There was no difference in survival outcomes and RFS despite the initial unbalanced characteristics of the patients reflecting two different populations. In the downstaging group, patients had worse baseline characteristics, especially in the SIRT group (higher number of segments involved, higher frequency of macrovascular invasion), which translated into a more frequent requirement for major hepatectomy. Despite these initially worse characteristics, overall survival was similar to that of patients with upfront surgery. One important conclusion is that surgery should be discussed again for patients with locally advanced disease responding to medical treatment, even if patients were initially considered unresectable by the surgical team and did not immediately conclude palliative treatment in those situations. Two downstaging treatments were evaluated—chemotherapy and SIRT. Multivariable analysis has shown a benefit with SIRT as downstaging treatment in terms of survival compared with patients treated by chemotherapy or upfront surgery. This study included patients treated before the results of the BILCAP trial 7 were released, and partly during conduct of the PRODIGE 12 study in France.6 The PRODIGE 12 study tested GEMOX in an adjuvant setting, similar to most of the chemotherapy used in the downstaging setting in this study. The PRODIGE 12 failed to show the benefit of GEMOX in an adjuvant setting.

The results suggest that there could be a benefit to include SIRT before surgery in a neoadjuvant strategy of ICC, either in unresectable disease, such as the patients presented in this study, or perhaps also for resectable disease. This must be confirmed by prospective studies. The SIRCCA phase III trial (ClinicalTrials.gov identifier NCT02807181) 29 randomized patients with unresectable ICC to either chemotherapy alone or SIRT followed by chemotherapy. Unfortunately, the study closed early due to slow accrual; however, information on whether SIRT could improve the probability of downstaging in this context may be available, even if the study lacked the power to demonstrate OS improvement.

Our study has some limitations. This was a retrospective, single-center study, and some patients were referred for surgery from other institutions after different types of treatment for their initially unresectable tumors; we were unable to compare the probability of downstaging as all patients treated with chemotherapy were not followed in our institution. In addition, this study was subject to selection bias because it was considered patients underwent surgery by the same multidisciplinary team of expert liver surgeons, Furthermore, there are limited data on the subgroup of patients who failed to be successfully downstaged because most patients had been followed-up at other centers. Nonetheless, the aim of this study was not to evaluate the performances of downstaging treatments.

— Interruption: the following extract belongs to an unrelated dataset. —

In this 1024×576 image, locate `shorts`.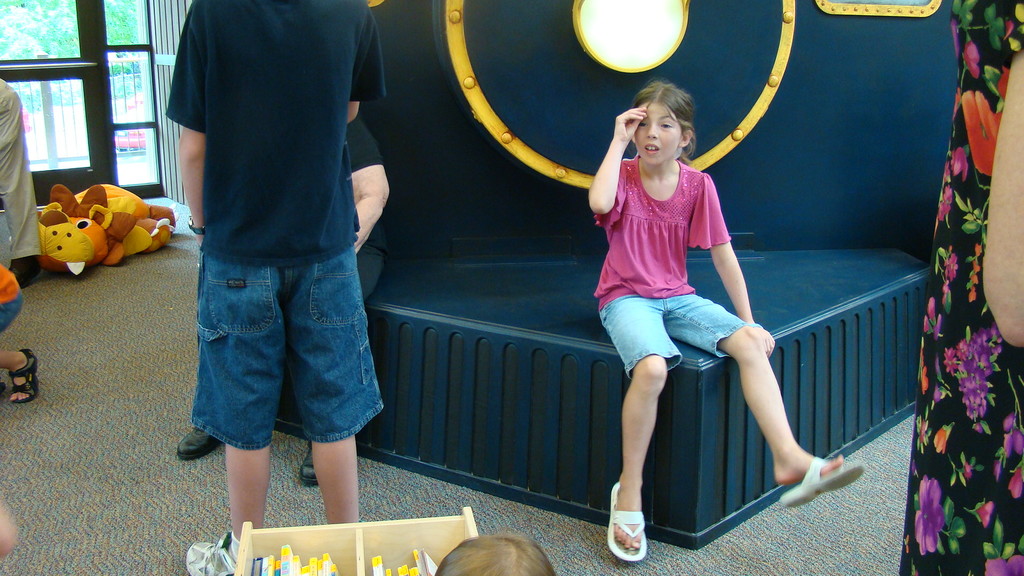
Bounding box: BBox(185, 246, 363, 439).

Moreover, the selection of patients who underwent surgery after neoadjuvant therapy could have been biased since patients were resected only if the tumor had downstaged. The time between downstaging treatment and surgery could also have allowed the withdrawal of patients with early disease progression. However, this could be considered an interesting point in the adjuvant therapy approach, avoiding unnecessary surgery in patients with rapid extrahepatic progression.

The retrospective nature of this study exposes other biases, i.e. the small sample size of the chemotherapy-alone and SIRT groups induces difficulty in interpreting the findings.

Conclusions

This study suggests that when ICC cannot be resected upfront, secondary resectability can be obtained after downstaging treatment, without a reduction in survival probability. Moreover, SIRT appears to be associated with the potential for long-term benefit. These results highlight the potential for multimodality treatment for ICC, allowing for potential curative approaches. The role of neoadjuvant treatment in this population needs to be clarified in prospective studies.